Movie Reviews : Mind-Control Over Matter in Carpenter”They Live’
John Carpenter”They Live’(citywide) which might have been subtitled ‘Invasion of the Space Yuppies, has its share of underthought or overwrought moments. The tone keeps shifting radically. It has some silly lines, plot lapses and goofball action scenes.
But you can forgive the movie everything because of the sheer nasty pizazz of its central concept. Carpenter shows us an America run by an oligarchy of outer-space ghouls who’ve clouded everyone’ minds through subliminal advertising on TV, newspapers, magazines and billboards. Their only foes are loose coalition of non-indoctrinated street preachers,poverty workers and reluctant revolutionaries.
The movie daffily mixes up the paranoia of the Red Scare monster movies of the 0 with different kind of nightmare: the radical’ belief that everything is tightly controlled by small, malicious ruling elite. Everything--the flat lighting, the crazily protracted action scenes, the monolithic beat and vamp of the score--reinforces mood of murderous persecution mania. The Symbionese Liberation Army characters in Schrader”Patty Hearst’ might have dreamed up science fiction like this, though they would have left out all the humor.
The movie projects Los Angeles parallel to our own, full of high-rises and homeless, splashy wealth and grinding poverty. Then it suggests that most of the rich snobs are extraterrestrial invaders, with the media and TV charade to keep the population docile and deluded.
But there’ campily stunning premise that springs all this into life: the cheap-looking sunglasses through which the hero, homeless construction worker named John Nada (played by wrestler Roddy Piper) can suddenly see the space ghouls. These glasses suggest both hipster’aviator shades and the throwaway pairs you get at 3 movies; they’re also like the looking glass through which Alice passed. When Nada slips them on, the city is drained of razzle-dazzle color. It becomes flat, monochrome. The glasses penetrate the invaders’ human disguise, along with the sham of TV. Billboards and magazines turn into placards or broad sheets, exhorting the masses -style, to ‘Obey!’Conform!’Be subservient!’Marry and reproduce!

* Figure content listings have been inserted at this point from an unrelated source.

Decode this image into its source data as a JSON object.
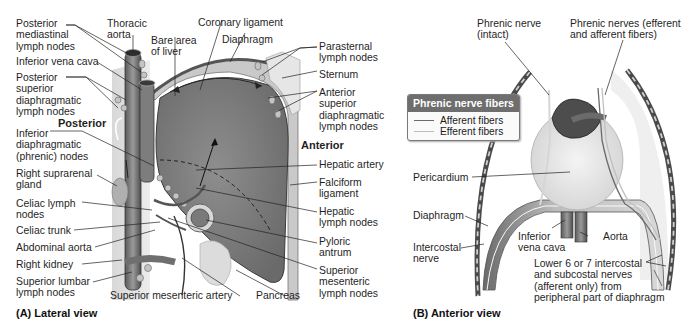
{
  "panel_a": {
    "caption": "(A) Lateral view",
    "orientation": {
      "posterior": "Posterior",
      "anterior": "Anterior"
    },
    "labels_left": [
      "Posterior\nmediastinal\nlymph nodes",
      "Inferior vena cava",
      "Posterior\nsuperior\ndiaphragmatic\nlymph nodes",
      "Inferior\ndiaphragmatic\n(phrenic) nodes",
      "Right suprarenal\ngland",
      "Celiac lymph\nnodes",
      "Celiac trunk",
      "Abdominal aorta",
      "Right kidney",
      "Superior lumbar\nlymph nodes"
    ],
    "labels_top": [
      "Thoracic\naorta",
      "Bare area\nof liver",
      "Coronary ligament",
      "Diaphragm"
    ],
    "labels_right": [
      "Parasternal\nlymph nodes",
      "Sternum",
      "Anterior\nsuperior\ndiaphragmatic\nlymph nodes",
      "Hepatic artery",
      "Falciform\nligament",
      "Hepatic\nlymph nodes",
      "Pyloric\nantrum",
      "Superior\nmesenteric\nlymph nodes"
    ],
    "labels_bottom": [
      "Superior mesenteric artery",
      "Pancreas"
    ]
  },
  "panel_b": {
    "caption": "(B)  Anterior view",
    "legend": {
      "title": "Phrenic nerve fibers",
      "items": [
        {
          "label": "Afferent fibers",
          "color": "#6b6b6b"
        },
        {
          "label": "Efferent fibers",
          "color": "#bdbdbd"
        }
      ],
      "header_color": "#6e6e6e"
    },
    "labels": {
      "phrenic_intact": "Phrenic nerve\n(intact)",
      "phrenic_both": "Phrenic nerves (efferent\nand afferent fibers)",
      "pericardium": "Pericardium",
      "diaphragm": "Diaphragm",
      "intercostal": "Intercostal\nnerve",
      "ivc": "Inferior\nvena cava",
      "aorta": "Aorta",
      "lower_nerves": "Lower 6 or 7 intercostal\nand subcostal nerves\n(afferent only) from\nperipheral part of diaphragm"
    }
  }
}
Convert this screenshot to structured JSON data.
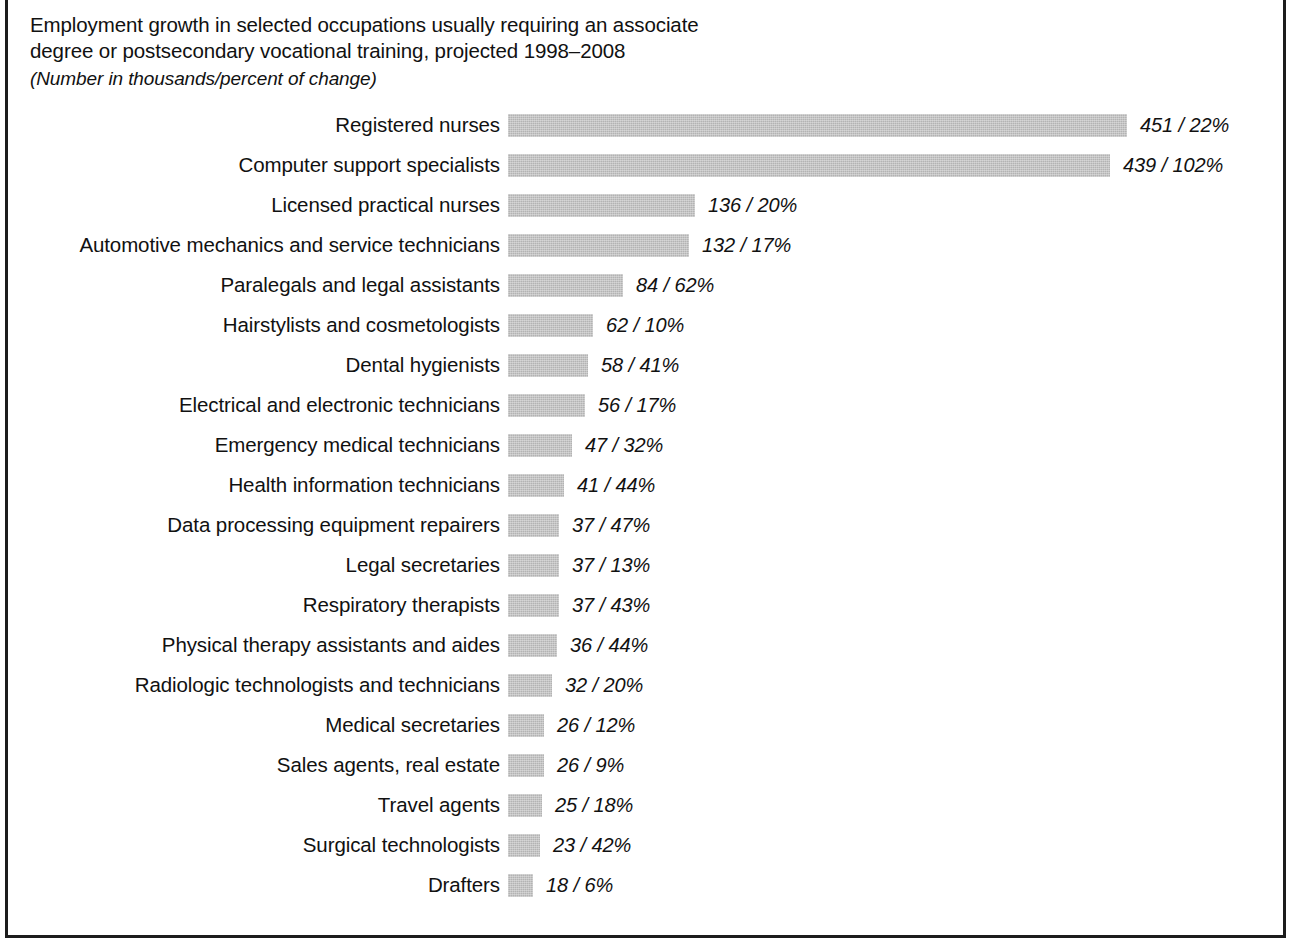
{
  "title": {
    "line1": "Employment growth in selected occupations usually requiring an associate",
    "line2": "degree or postsecondary vocational training, projected 1998–2008",
    "subtitle": "(Number in thousands/percent of change)"
  },
  "colors": {
    "bar_fill": "#b3b3b3",
    "frame": "#1c1c1c",
    "text": "#111111",
    "background": "#ffffff"
  },
  "chart_data": {
    "type": "bar",
    "orientation": "horizontal",
    "title": "Employment growth in selected occupations usually requiring an associate degree or postsecondary vocational training, projected 1998–2008",
    "subtitle": "(Number in thousands/percent of change)",
    "xlabel": "",
    "ylabel": "",
    "value_units": "thousands",
    "xlim": [
      0,
      451
    ],
    "grid": false,
    "legend": null,
    "categories": [
      "Registered nurses",
      "Computer support specialists",
      "Licensed practical nurses",
      "Automotive mechanics and service technicians",
      "Paralegals and legal assistants",
      "Hairstylists and cosmetologists",
      "Dental hygienists",
      "Electrical and electronic technicians",
      "Emergency medical technicians",
      "Health information technicians",
      "Data processing equipment repairers",
      "Legal secretaries",
      "Respiratory therapists",
      "Physical therapy assistants and aides",
      "Radiologic technologists and technicians",
      "Medical secretaries",
      "Sales agents, real estate",
      "Travel agents",
      "Surgical technologists",
      "Drafters"
    ],
    "values": [
      451,
      439,
      136,
      132,
      84,
      62,
      58,
      56,
      47,
      41,
      37,
      37,
      37,
      36,
      32,
      26,
      26,
      25,
      23,
      18
    ],
    "percent_change": [
      22,
      102,
      20,
      17,
      62,
      10,
      41,
      17,
      32,
      44,
      47,
      13,
      43,
      44,
      20,
      12,
      9,
      18,
      42,
      6
    ],
    "data_labels": [
      "451 / 22%",
      "439 / 102%",
      "136 / 20%",
      "132 / 17%",
      "84 / 62%",
      "62 / 10%",
      "58 / 41%",
      "56 / 17%",
      "47 / 32%",
      "41 / 44%",
      "37 / 47%",
      "37 / 13%",
      "37 / 43%",
      "36 / 44%",
      "32 / 20%",
      "26 / 12%",
      "26 / 9%",
      "25 / 18%",
      "23 / 42%",
      "18 / 6%"
    ]
  },
  "layout": {
    "bar_origin_x": 508,
    "px_per_unit": 1.372,
    "min_bar_px": 25,
    "row_pitch": 40
  }
}
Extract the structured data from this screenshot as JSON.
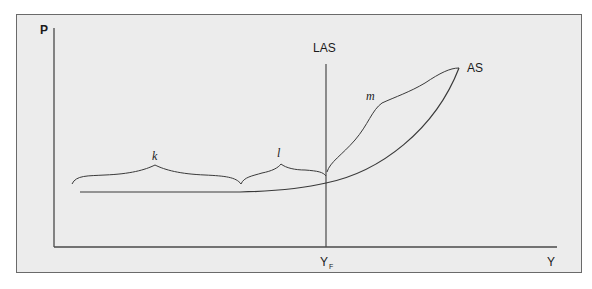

An idea as inventively wicked as that might make even bad movie entertaining. But Carpenter and his team seem to be having lots of fun.’They Live, one of his best films, has the paranoid buildup of ‘The Thing’ or ‘Halloween’ and the lazily malicious anti-Establishment humor of ‘Dark Star. At one point, he even shows us ghoul on TV, gesticulating like Rex Reed, while condemning sex and violence in movies by George Romero and John Carpenter.
The movie’ acting is variable though Keith David, of ‘Platoon, is excellent as Nada’ black buddy, and the screenplay is credited to Frank Armitage, Lovecraftian name that may be another of Carpenter’ little jokes, like Quatermass, in ‘Prince of Darkness. But there’ confidence, robust ease and flow here, that seemed to be lacking in his last two features.Carpenter has never been expert at embellishing. His movies have straight-line, uncluttered drive, the simplest phraseology. Here, though, the joke is in the material; the idea itself is funny and daring. And some time soon,’They Live’(MPAA rated for sex, language nudity and violence) suggests, with grim, knowing wink, the joke may be on us.
More to Read
Only good movies
Get the Indie Focus newsletter, Mark Olsen's weekly guide to the world of cinema.
You may occasionally receive promotional content from the Los Angeles Times.